2.5 underwhelmed ⭐️s. Such a bummer, I REALLY wanted to like this but it just annoyed the heck out of me. While the writing wasn’t terrible, the side characters were an obnoxiously large part of the plot, the tension was almost none, the “forbidden” aspect didn’t pan out, and the H/h were not sexy together.
Sally is the baby of the wealthy Canton family, 23 and doesn’t stand up for herself. She’s often smothered and treated like she’s still a kid by her large well-meaning family (despite being in med school for neurosurgery and also a piano prodigy?). On spring break vacation, she decides to get a makeover and have a good time, shirking all the insecurity and good decisions for a few days. She meets Nate, huge and tattooed, in a bar and they spend a few days getting to know each other before she has to leave suddenly and without goodbye. Six months later, she’s shocked to find he’s a bodyguard that’s been hired and assigned to her after a stalker threat to the family. They’ll be spending several weeks alone together - too bad he’s furious she wasn’t honest about who she was and disappeared.
First off, the premise was great. And I liked several things, like Sally’s spacey-ness and obsession with idioms. I’m assuming she’s mildly autistic. I also liked Nate when we first meet him. He’s mysterious, tall, dark, and silent.
If unravels from there though.
1. The sheer number of other characters we’re supposed to know right off the bat. This was listed as a standalone, but apparently there were 5 other prior stories and right in the first chapters we’re introduced to this massive family and all their significant others, plus friends and more. It is OVERWHELMING and doesn’t help that all the kids have S names. We meet or hear about Sam, Sally, Shelby, Susan, Sky, Sadie, Shep, Emerson, Matthew, Adam, Lulu, Lorelei, Buck, Jon, mom, Gran, Grandpa, Val, Mal, Janie, Kat…. Then later Dean, Fergus, Nate, Joe, Regina, Leanord, Nicole…. Then farm animals/pets Harry, Ringo, Ron, Tony Stark, Hermione, Bilbo Baggins, Han, Leia… How in the world are we expected to remember who these people are and who’s married to who, etc? My eyes were crossed trying to keep up.
2. These interactions with side characters take up soooooo much screen time. I had zero interest in her family, they were all sort of bland, interchangeable people. I didn’t care about them at all, so it was incredibly frustrating to have her spend as much time with/talking about them as with Nate it felt like. I wanted them to go away so we could see Nate and Sally together. They finally did for the middle, but were all back again for the third act.
3. There was no tension or “forbidden” aspect of the bodyguard role. His supervisors find out and don’t care, her family doesn’t care. He says he “can’t put his career in jeopardy” but it never does. And they never have to sneak around or anything.
4. His calling her “kiddo” or “kid” all the time. 🤢🤮 He does this to demean and separate her. Like you’ve seen this woman naked, why are you reducing her to a child??
C R I N G E
She’s referred to as kid or kiddo around 20 times. The hilarious thing is she’s a 23 year old med student and he’s 29. Why the heck is he acting like she’s 15?!?!
5. Nate loses all mysteriousness after those initial meetings. At first I was like “cool, he’s all broody and hard to read”. But then (especially after their separation) he just got hot and cold and whiny.
6. The intimate scenes were not sexy. So bland and utterly forgettable. No tension. I’ve read better in a YA.
7. The “stalker” plot went nowhere. I was hoping for some suspense or exciting moments but there are literally none, just a random and overly dramatic, rushed scene at the end.
Overall I had high hopes for this book but I just could not get into it at all unfortunately.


Your task: Please count how many lines below contain the word "heading" and give nothing but that figure.

Records provided:

»»

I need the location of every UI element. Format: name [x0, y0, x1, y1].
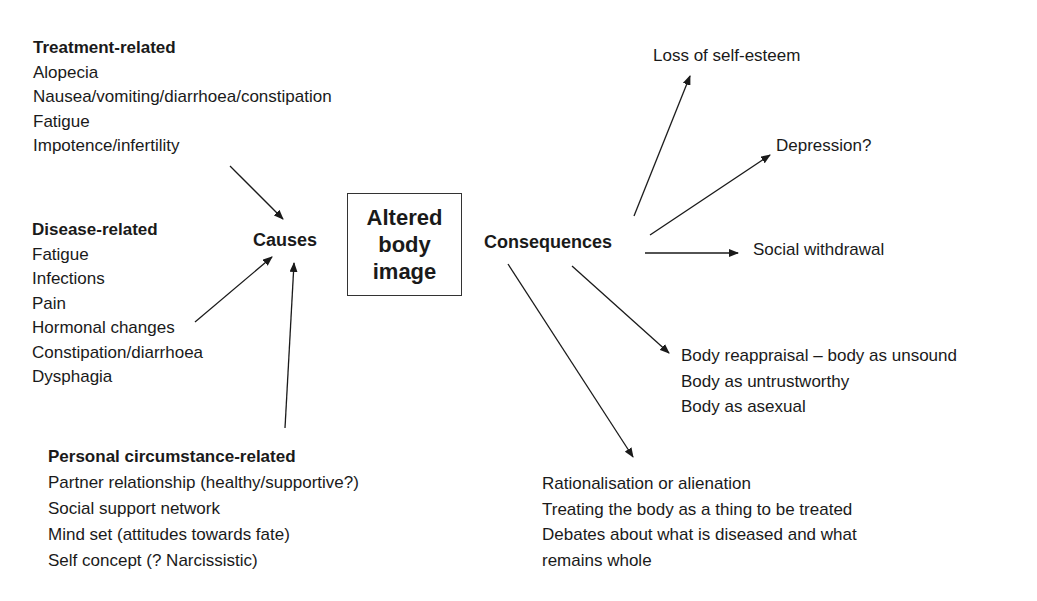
- arrow-disease-to-causes: [195, 257, 272, 322]
- list-item: Self concept (? Narcissistic): [48, 548, 359, 574]
- list-item: Alopecia: [33, 61, 332, 86]
- consequences-label: Consequences: [484, 232, 612, 253]
- list-item: Constipation/diarrhoea: [32, 341, 203, 366]
- list-item: Body as asexual: [681, 394, 957, 420]
- list-item: Debates about what is diseased and what: [542, 522, 857, 548]
- treatment-related-group: Treatment-related Alopecia Nausea/vomiti…: [33, 36, 332, 159]
- social-withdrawal: Social withdrawal: [753, 240, 884, 260]
- arrow-treatment-to-causes: [230, 166, 283, 219]
- list-item: Body as untrustworthy: [681, 369, 957, 395]
- list-item: Hormonal changes: [32, 316, 203, 341]
- center-line: image: [373, 258, 437, 285]
- body-reappraisal-group: Body reappraisal – body as unsound Body …: [681, 343, 957, 420]
- treatment-heading: Treatment-related: [33, 36, 332, 61]
- list-item: Treating the body as a thing to be treat…: [542, 497, 857, 523]
- loss-of-self-esteem: Loss of self-esteem: [653, 46, 800, 66]
- list-item: remains whole: [542, 548, 857, 574]
- disease-related-group: Disease-related Fatigue Infections Pain …: [32, 218, 203, 390]
- list-item: Partner relationship (healthy/supportive…: [48, 470, 359, 496]
- depression: Depression?: [776, 136, 871, 156]
- arrow-personal-to-causes: [285, 263, 294, 428]
- list-item: Body reappraisal – body as unsound: [681, 343, 957, 369]
- center-line: body: [378, 231, 431, 258]
- list-item: Dysphagia: [32, 365, 203, 390]
- arrow-to-depression: [650, 155, 770, 235]
- disease-heading: Disease-related: [32, 218, 203, 243]
- arrow-to-reappraisal: [572, 266, 669, 353]
- list-item: Infections: [32, 267, 203, 292]
- list-item: Rationalisation or alienation: [542, 471, 857, 497]
- personal-heading: Personal circumstance-related: [48, 444, 359, 470]
- list-item: Fatigue: [32, 243, 203, 268]
- causes-label: Causes: [253, 230, 317, 251]
- altered-body-image-box: Altered body image: [347, 193, 462, 296]
- list-item: Nausea/vomiting/diarrhoea/constipation: [33, 85, 332, 110]
- list-item: Pain: [32, 292, 203, 317]
- personal-related-group: Personal circumstance-related Partner re…: [48, 444, 359, 574]
- arrow-to-self-esteem: [634, 76, 690, 216]
- arrow-to-rationalisation: [508, 264, 633, 457]
- list-item: Impotence/infertility: [33, 134, 332, 159]
- rationalisation-group: Rationalisation or alienation Treating t…: [542, 471, 857, 573]
- center-line: Altered: [367, 204, 443, 231]
- list-item: Social support network: [48, 496, 359, 522]
- list-item: Mind set (attitudes towards fate): [48, 522, 359, 548]
- list-item: Fatigue: [33, 110, 332, 135]
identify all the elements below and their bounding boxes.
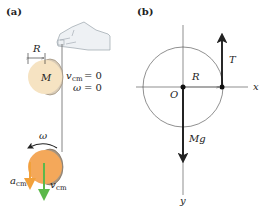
mass-label: M xyxy=(40,72,52,83)
acm-label: a cm xyxy=(10,175,27,188)
panel-a: (a) M R v cm = 0 ω = 0 xyxy=(6,6,110,195)
svg-text:ω: ω xyxy=(73,82,81,93)
tension-label: T xyxy=(229,54,237,65)
initial-conditions: v cm = 0 ω = 0 xyxy=(66,70,102,93)
disk-falling xyxy=(28,149,63,185)
panel-a-label: (a) xyxy=(6,6,22,17)
yo-yo-diagram: (a) M R v cm = 0 ω = 0 xyxy=(0,0,272,212)
svg-text:cm: cm xyxy=(56,184,67,192)
radius-label-b: R xyxy=(191,71,200,82)
x-axis-label: x xyxy=(253,81,259,92)
svg-text:cm: cm xyxy=(16,180,27,188)
panel-b-label: (b) xyxy=(137,6,153,17)
radius-label-a: R xyxy=(32,43,41,54)
panel-b: (b) x y R O T Mg xyxy=(136,6,259,206)
omega-label: ω xyxy=(39,130,47,141)
svg-text:= 0: = 0 xyxy=(84,82,102,93)
omega-arrow-icon xyxy=(30,144,57,148)
weight-label: Mg xyxy=(188,133,206,144)
origin-label: O xyxy=(170,89,178,100)
hand-icon xyxy=(57,22,110,50)
svg-text:= 0: = 0 xyxy=(84,70,102,81)
y-axis-label: y xyxy=(179,195,186,206)
disk-initial: M xyxy=(28,59,63,95)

««

Solution to the problem: 3